This game, of the Civilization lineage/style (and lead by the designer of Civs 3 and 4) is great. Every play is different. There's no single strategy that always works. The addition of families/characters is a good layer, adding to the game without becoming overwhelming -- though you can optionally disable it. The game's economic layers are deep but approachable. Everything is a trade-off with high opportunity costs. Some of the innovations are: * Orders. Your ruling class only has so much capacity to manage things per turn. If you declare a war, you might not have enough orders to keep up with your domestic works projects. This is MAJOR. * City sites. You can only build cities at map-generated spots. Early game is conquering additional sites from barbarians or small tribes so you can spread out. This fixes the "city on every square" problem of its predecessors. * Leader type succession. As your ruler dies, you'll have an heir that you've developed to be just the right set of skills your nation needs. Maybe your Scholar lead your empire to now feel ready to wage war. Make sure your heir is sent to tactics school and becomes a great general. There's a strange paradox about your units (which are "one unit per tile" rather than stacking) in this game. Simultaneously, every unit matters. But don't get attached to any of them, because any unit could fall during war. AI is decent at it. It can use naval support well (like anchoring ships to go around a coastal mountain range rather than going the long land route). The game also largely avoids the typical "rock paper scissors", with every unit type having strengths and weaknesses. It will immediately feel familiar to fans of 4X games, but definitely play through and pay attention the tutorials. It has enough new going on that you'll need them to get comfortable with the innovations. I would also be remiss for me not to mention the game's amazing sound and music, which includes some new Christopher Tin compositions too.
This is a great game. It's a shorter (about 6 hours "save game" play time to do a full clear; but much longer if you consider replaying from failed attempts and deaths, depending on your skill. But everything that is there is well done. Every boss fight felt good. Some were harder, some were easier. There is some backtracking, but not a lot. Upgrades are mostly for progressing forward. But each one has at least one bit to go back, at least a little bit, for. Visuals are top-notch. Music is really good. Enemies generally feel good to fight. And all the fighting does feel good. The traversal skills also all feel good to use. I never felt too slow, but I definitely felt faster over time. I only had a couple small frustrating spots (one required jump, late game, that's a bit too close to "perfect required"; and one timed sequence element that's a bit tight in its allowances. Replaying bosses never once felt frustrating. Most, especially the required ones, trend toward the easier side. No "RPG elements" (XP and levels, player-chosen skill tree, random drops, etc). This game is more on the Metroid side of the Metroidvania equation: find a new thing (usually related to things you've been seeing recently), and get it. As of writing, I do have a full clear to my knowledge (saved game reports 101%, and nothing seen to increase). The game does indeed have bugs (including periodic freeze-on-reload-after-death), but I'm confident they'll likely be worked out, considering how much polish the rest of the game has. Is there room for improvement? Of course. But, as-is, is definitely a good game, especially at its price point.
Not a game, but a toy. It's a virtual pet (tamagotchi/etc) with plants. Open it a couple times per day to water, spray, and "pet" the plants that need it. Decorate (unlocking more as you achieve more and more varied plants) as you want to. Plant two plants in one container of certain types to get new plants available. It doesn't require you to open on intervals or interrupt you; it will just progress time after you load according to how long since you last closed. Plants don't die, just stop growing. Tags are misleading: no puzzle elements. Just try all the seed pair combinations to get the new plants. There's no crafting or base building (just decorating from a menu).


### WORK REQUIRED
Below are the records; tally the lines in them that include the word "diagram" and reply with the number alone.

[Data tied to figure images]
◆ ◆ ◆

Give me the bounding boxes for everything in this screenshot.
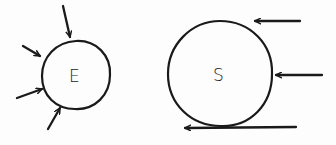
label-e: E: [69, 66, 80, 86]
node-e: E: [42, 41, 110, 109]
arrow-icon: [185, 127, 296, 128]
label-s: S: [213, 65, 224, 85]
arrow-icon: [63, 6, 70, 37]
diagram-canvas: E S: [0, 0, 336, 145]
arrows-into-s: [185, 21, 322, 128]
arrow-icon: [23, 46, 40, 56]
diagram-svg: E S: [0, 0, 336, 145]
arrow-icon: [48, 108, 60, 129]
node-s: S: [168, 21, 272, 126]
arrow-icon: [17, 89, 42, 98]
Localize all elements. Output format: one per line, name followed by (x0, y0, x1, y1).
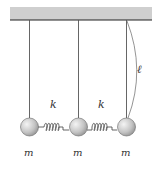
coupled-pendulum-diagram: k k ℓ m m m (0, 0, 160, 174)
spring-left-label: k (50, 98, 57, 111)
spring-left (38, 123, 69, 131)
ceiling (10, 7, 152, 20)
length-label: ℓ (137, 63, 142, 76)
spring-right-label: k (98, 98, 105, 111)
mass-right (118, 118, 136, 136)
mass-middle-label: m (73, 147, 82, 158)
spring-right (87, 123, 117, 131)
mass-left-label: m (24, 147, 33, 158)
length-arc (127, 21, 137, 118)
mass-left (21, 118, 39, 136)
mass-right-label: m (121, 147, 130, 158)
mass-middle (70, 118, 88, 136)
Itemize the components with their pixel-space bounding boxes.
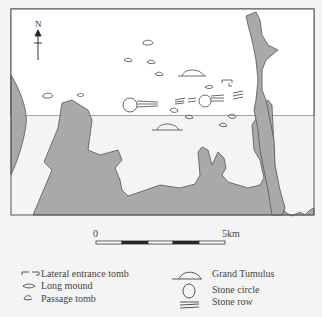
stone-circle-icon [183, 284, 195, 298]
passage-tomb-icon [24, 296, 32, 300]
lateral-entrance-tomb-icon [22, 272, 39, 275]
grand-tumulus-icon [172, 272, 202, 279]
legend-label-passage-tomb: Passage tomb [41, 293, 96, 304]
long-mound-icon [23, 284, 35, 288]
legend-label-lateral-entrance-tomb: Lateral entrance tomb [41, 268, 129, 279]
legend-label-long-mound: Long mound [41, 280, 92, 291]
scale-end-label: 5km [222, 228, 240, 239]
legend-label-stone-row: Stone row [212, 296, 253, 307]
stone-row-icon [180, 302, 199, 308]
svg-text:N: N [35, 19, 42, 29]
legend-label-stone-circle: Stone circle [212, 284, 259, 295]
scale-start-label: 0 [93, 228, 98, 239]
scale-bar [96, 241, 225, 244]
legend-label-grand-tumulus: Grand Tumulus [212, 268, 275, 279]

◆ ◆ ◆

### RESPONSE TO THE EXERCISE
3